Scripture:
Reflection:
We don’t call it idolatry, but it can be.
In our minds, often in the deep recesses, we each carry concepts of what we long for our lives. These are our plans, our hopes, our ideals, everything that gives us direction and meaning. They shape our daily commitments, our lives’ work and worth.
They include school and career plans, designs for a life partner and a family, hopes for financial security and possessions to ease life’s pains and chaos, respect of our families, friends and communities, enough power over life’s variables to call our own shots and keep threats at bay.
These concepts are endorsed by our cultures, our societies, blessing our efforts with acceptance and applause for achieving certain goals.
Then, out of nowhere, the unexpected happens. A spouse is unfaithful, a child overdoses, the diagnosis is cancer, the rejection letter comes from the ideal university, a toddler is diagnosed with autism, the company sends a pink slip, the mentor dies of a heart attack, a loved one is murdered or permanently disabled by a drunk driver.
The trauma, unplanned and disruptive, derails any loyalty contract we have with our dreams, our ideal life, our carefully mapped out path to happiness. Our idol is knocked off its pedestal.
Such disruption, such discontinuity, can lead some to retreat, to seek comfort in what will never give comfort…drugs, alcohol, gambling, addiction to sex, dominating others, craving more status or possessions, all to fill the hole left by the disappointment, the “failure” experienced when life as we plan it is shattered.
In today’s reading from Acts we learn of a focused, goal-oriented man whose life’s work was assured to be the work of God. He won praise and status among his peers for stamping out this new group of followers of Jesus.
Then, out of the blue, he was literally knocked off his high horse.
Dazed and confused, he retreated to sort out the meaning of the trauma.
In time, by the slow workings of the Spirit, this fanatic of Jewish righteousness grew in his awareness of his new identity to become the man God wanted his to become.
He surrendered, giving his entire self to a whole new set of loyalties. The rest is history…Christianity crossed the barrier of being a Jewish sect to extend its reach to all Gentiles, to become radically all inclusive.
The extraordinary experience of Paul of Tarsus was not unique to him. Sooner or later each of us will experience our own tumbles from our high horses. These moments are Providential. Rather than retreat into depression or a superficial distraction, they are occasions to awaken to a deeper, richer relationship with Christ. We learn, as Paul learned, that God’s love and grace is all we need when we surrender to the new reality God gives us.
And, as John explains in today’s Gospel, our fullness of life is found in our connection to the Body and Blood of Christ. This nourishment gives us life when all is bleak, dark and deadening.
The setback, the giving up what we made too important, our idol, becomes a gift to strengthen our dependence on God, to help us see the path God intends for us, to provide what we need to live solely to do God’s will, God’s plan and God’s goals for us. This transformation is painful. It really hurts. And it demands total self-giving, total humility.
We learn the meaning of our new reality when we pray in silence, which is the language of God.
Jim Wayne is a board member of the Passionist Solidarity Network (PSN), and author of The Unfinished Man. He lives in Louisville, Kentucky.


> [EXERCISE DESCRIPTION] The records below hold pictures; please leave those out and retype the rest exactly.

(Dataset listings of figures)
____
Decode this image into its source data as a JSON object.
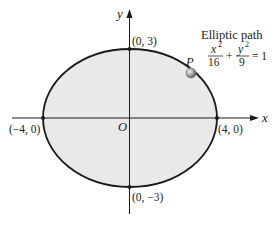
{
  "diagram": {
    "type": "ellipse-on-axes",
    "title": "Elliptic path",
    "equation": {
      "x_term_num": "x",
      "x_term_exp": "2",
      "x_term_den": "16",
      "plus": "+",
      "y_term_num": "y",
      "y_term_exp": "2",
      "y_term_den": "9",
      "rhs": "= 1"
    },
    "axes": {
      "x_label": "x",
      "y_label": "y",
      "origin_label": "O"
    },
    "points": {
      "top": "(0, 3)",
      "bottom": "(0, −3)",
      "left": "(−4, 0)",
      "right": "(4, 0)",
      "moving": "P"
    },
    "ellipse": {
      "a": 4,
      "b": 3
    },
    "colors": {
      "fill": "#e8e8e8",
      "stroke": "#1a1a1a",
      "axis": "#1a1a1a",
      "marker": "#8a8a8a"
    }
  }
}
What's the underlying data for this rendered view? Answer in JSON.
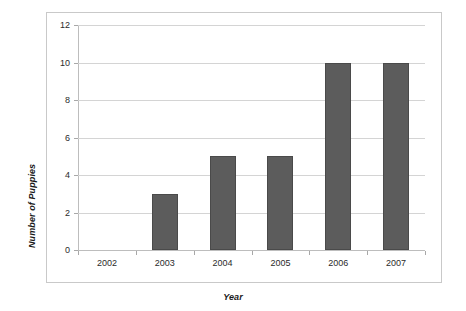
____
> [RESPONSE TO THIS EXERCISE]
Decode this image into its source data as a JSON object.
{
  "diagram": {
    "type": "ellipse-on-axes",
    "title": "Elliptic path",
    "equation": {
      "x_term_num": "x",
      "x_term_exp": "2",
      "x_term_den": "16",
      "plus": "+",
      "y_term_num": "y",
      "y_term_exp": "2",
      "y_term_den": "9",
      "rhs": "= 1"
    },
    "axes": {
      "x_label": "x",
      "y_label": "y",
      "origin_label": "O"
    },
    "points": {
      "top": "(0, 3)",
      "bottom": "(0, −3)",
      "left": "(−4, 0)",
      "right": "(4, 0)",
      "moving": "P"
    },
    "ellipse": {
      "a": 4,
      "b": 3
    },
    "colors": {
      "fill": "#e8e8e8",
      "stroke": "#1a1a1a",
      "axis": "#1a1a1a",
      "marker": "#8a8a8a"
    }
  }
}
What's the underlying data for this rendered view? Answer in JSON.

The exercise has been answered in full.